Crushing loss meets the earth's wild stride and a thumping heart.

June 15, 2022

“five elephants pass slowly through a car dealership, indifferent to human attention… [and caused more than $1 million in crop damages.”] – New York Times

Outside, clouds smash head on
into the mud as fast as corona.

Inside, I have slipped on
a zipless dress as fast as corona.

The world is dying slowly here-
at home, where everyone bears

the burden of adjustment. We moulder
away, wipe the calling bell, the knob

and go a little batty keeping away
used coins in a box. The earth shrugs off

its inhibitions. Dolphins at Marine Drive
divulge secrets. Canals in Venice

have an opening, after years,
to luxuriate in a bath. The elephants-

the blithe swish of their pearl-grey
muzzles- easy unlike this slate-grey

building block. They amble and grub
about, crumple windows and doors,

corn and cane- no longer tamed
in their soberness. We become

dust here. We forget this.
Like we forget stricken trees, saw

them to chairs and grace them
with our bottoms. Just think-

the sunflowers, first wilting
in a book. Then in a museum.

A JPEG. Numbers in the news
rise and rise and rise

like the sun. I want to unlearn
to forget. To recall the crusty white

shell of each milk tooth, the ruptured
innards of my jaw. I want to make a word

for when I combed my dead
grandmother’s hair. That time we stopped

visiting the river after we got rained on,
just once. This loss- I must walk down

its long winding road- hardened
with red earth, lined with brushwood.

Then sit with my sorrows cradled
in cupped hands, breed my fledgling

reasons to live.
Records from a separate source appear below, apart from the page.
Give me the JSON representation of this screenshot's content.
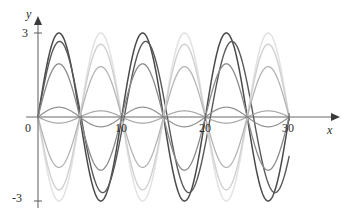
{
  "figure": {
    "title": "",
    "width": 348,
    "height": 222,
    "background": "#ffffff"
  },
  "axes": {
    "y_axis_label": "y",
    "x_axis_label": "x",
    "origin_label": "0",
    "y_ticks": [
      {
        "value": 3,
        "label": "3"
      },
      {
        "value": -3,
        "label": "-3"
      }
    ],
    "x_ticks": [
      {
        "value": 10,
        "label": "10"
      },
      {
        "value": 20,
        "label": "20"
      },
      {
        "value": 30,
        "label": "30"
      }
    ],
    "axis_color": "#6b6b6b",
    "arrow_color": "#3a3a3a"
  },
  "chart_data": {
    "type": "line",
    "title": "",
    "xlabel": "x",
    "ylabel": "y",
    "xlim": [
      0,
      34
    ],
    "ylim": [
      -3.6,
      3.4
    ],
    "grid": false,
    "legend": "none",
    "x_ticks": [
      0,
      10,
      20,
      30
    ],
    "y_ticks": [
      -3,
      0,
      3
    ],
    "period_units": 10,
    "series": [
      {
        "name": "curve-1-amp3-dark",
        "amplitude": 3.0,
        "period": 10.0,
        "phase": 0.0,
        "color": "#4a4a4a",
        "width": 1.5,
        "samples_x": [
          0,
          1.25,
          2.5,
          3.75,
          5,
          6.25,
          7.5,
          8.75,
          10,
          11.25,
          12.5,
          13.75,
          15,
          16.25,
          17.5,
          18.75,
          20,
          21.25,
          22.5,
          23.75,
          25,
          26.25,
          27.5,
          28.75,
          30
        ],
        "samples_y": [
          0,
          2.12,
          3.0,
          2.12,
          0,
          -2.12,
          -3.0,
          -2.12,
          0,
          2.12,
          3.0,
          2.12,
          0,
          -2.12,
          -3.0,
          -2.12,
          0,
          2.12,
          3.0,
          2.12,
          0,
          -2.12,
          -3.0,
          -2.12,
          0
        ]
      },
      {
        "name": "curve-2-amp2.7-dark",
        "amplitude": 2.7,
        "period": 10.3,
        "phase": 0.0,
        "color": "#585858",
        "width": 1.4,
        "samples_x": [
          0,
          2.57,
          5.15,
          7.72,
          10.3,
          12.87,
          15.45,
          18.02,
          20.6,
          23.17,
          25.75,
          28.32,
          30
        ],
        "samples_y": [
          0,
          2.7,
          0,
          -2.7,
          0,
          2.7,
          0,
          -2.7,
          0,
          2.7,
          0,
          -2.7,
          -1.8
        ]
      },
      {
        "name": "curve-3-amp1.9-medium",
        "amplitude": 1.9,
        "period": 10.0,
        "phase": 0.0,
        "color": "#8a8a8a",
        "width": 1.3,
        "samples_x": [
          0,
          2.5,
          5,
          7.5,
          10,
          12.5,
          15,
          17.5,
          20,
          22.5,
          25,
          27.5,
          30
        ],
        "samples_y": [
          0,
          1.9,
          0,
          -1.9,
          0,
          1.9,
          0,
          -1.9,
          0,
          1.9,
          0,
          -1.9,
          0
        ]
      },
      {
        "name": "curve-4-amp3-light",
        "amplitude": 3.0,
        "period": 10.0,
        "phase": 5.0,
        "color": "#e2e2e2",
        "width": 1.5,
        "samples_x": [
          0,
          2.5,
          5,
          7.5,
          10,
          12.5,
          15,
          17.5,
          20,
          22.5,
          25,
          27.5,
          30
        ],
        "samples_y": [
          0,
          -3.0,
          0,
          3.0,
          0,
          -3.0,
          0,
          3.0,
          0,
          -3.0,
          0,
          3.0,
          0
        ]
      },
      {
        "name": "curve-5-amp2.6-light",
        "amplitude": 2.6,
        "period": 10.0,
        "phase": 5.0,
        "color": "#d0d0d0",
        "width": 1.4,
        "samples_x": [
          0,
          2.5,
          5,
          7.5,
          10,
          12.5,
          15,
          17.5,
          20,
          22.5,
          25,
          27.5,
          30
        ],
        "samples_y": [
          0,
          -2.6,
          0,
          2.6,
          0,
          -2.6,
          0,
          2.6,
          0,
          -2.6,
          0,
          2.6,
          0
        ]
      },
      {
        "name": "curve-6-amp1.8-light",
        "amplitude": 1.8,
        "period": 10.0,
        "phase": 5.0,
        "color": "#b4b4b4",
        "width": 1.3,
        "samples_x": [
          0,
          2.5,
          5,
          7.5,
          10,
          12.5,
          15,
          17.5,
          20,
          22.5,
          25,
          27.5,
          30
        ],
        "samples_y": [
          0,
          -1.8,
          0,
          1.8,
          0,
          -1.8,
          0,
          1.8,
          0,
          -1.8,
          0,
          1.8,
          0
        ]
      },
      {
        "name": "curve-7-amp0.35-flat",
        "amplitude": 0.35,
        "period": 10.0,
        "phase": 0.0,
        "color": "#909090",
        "width": 1.2,
        "samples_x": [
          0,
          2.5,
          5,
          7.5,
          10,
          12.5,
          15,
          17.5,
          20,
          22.5,
          25,
          27.5,
          30
        ],
        "samples_y": [
          0,
          0.35,
          0,
          -0.35,
          0,
          0.35,
          0,
          -0.35,
          0,
          0.35,
          0,
          -0.35,
          0
        ]
      },
      {
        "name": "curve-8-amp0.22-flat",
        "amplitude": 0.22,
        "period": 10.0,
        "phase": 5.0,
        "color": "#a8a8a8",
        "width": 1.2,
        "samples_x": [
          0,
          2.5,
          5,
          7.5,
          10,
          12.5,
          15,
          17.5,
          20,
          22.5,
          25,
          27.5,
          30
        ],
        "samples_y": [
          0,
          -0.22,
          0,
          0.22,
          0,
          -0.22,
          0,
          0.22,
          0,
          -0.22,
          0,
          0.22,
          0
        ]
      }
    ]
  },
  "geometry": {
    "origin_px": {
      "x": 38,
      "y": 117
    },
    "px_per_x_unit": 8.37,
    "px_per_y_unit": 28.0,
    "x_axis_end_px": 344,
    "y_axis_top_px": 18,
    "y_axis_bottom_px": 208
  }
}
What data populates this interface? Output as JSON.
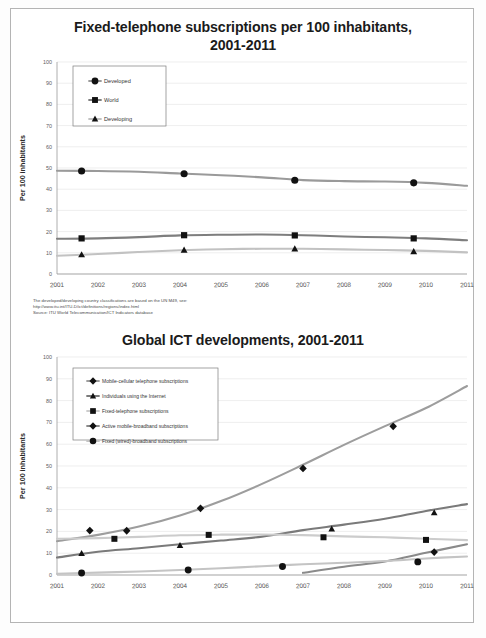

I will rest
my palm over my heart-

its thumping, homely weight
like a roof over my head.

📖
PART OF A COLLECTION

Peeling Onions and 2 other poems

View Full Collection →

Vasvi Kejriwal

Vasvi Kejriwal was born in Kolkata and graduated from the School of Law, Queen Mary University of London in 2019. She is a previous winner of the RATTLE Ekphrastic Challenge. Her poems have appeared in Mekong Review, The Alipore Post and the Yearbook of Indian Poetry in English. Her writing has also been commended by Radiant Peace Foundation International.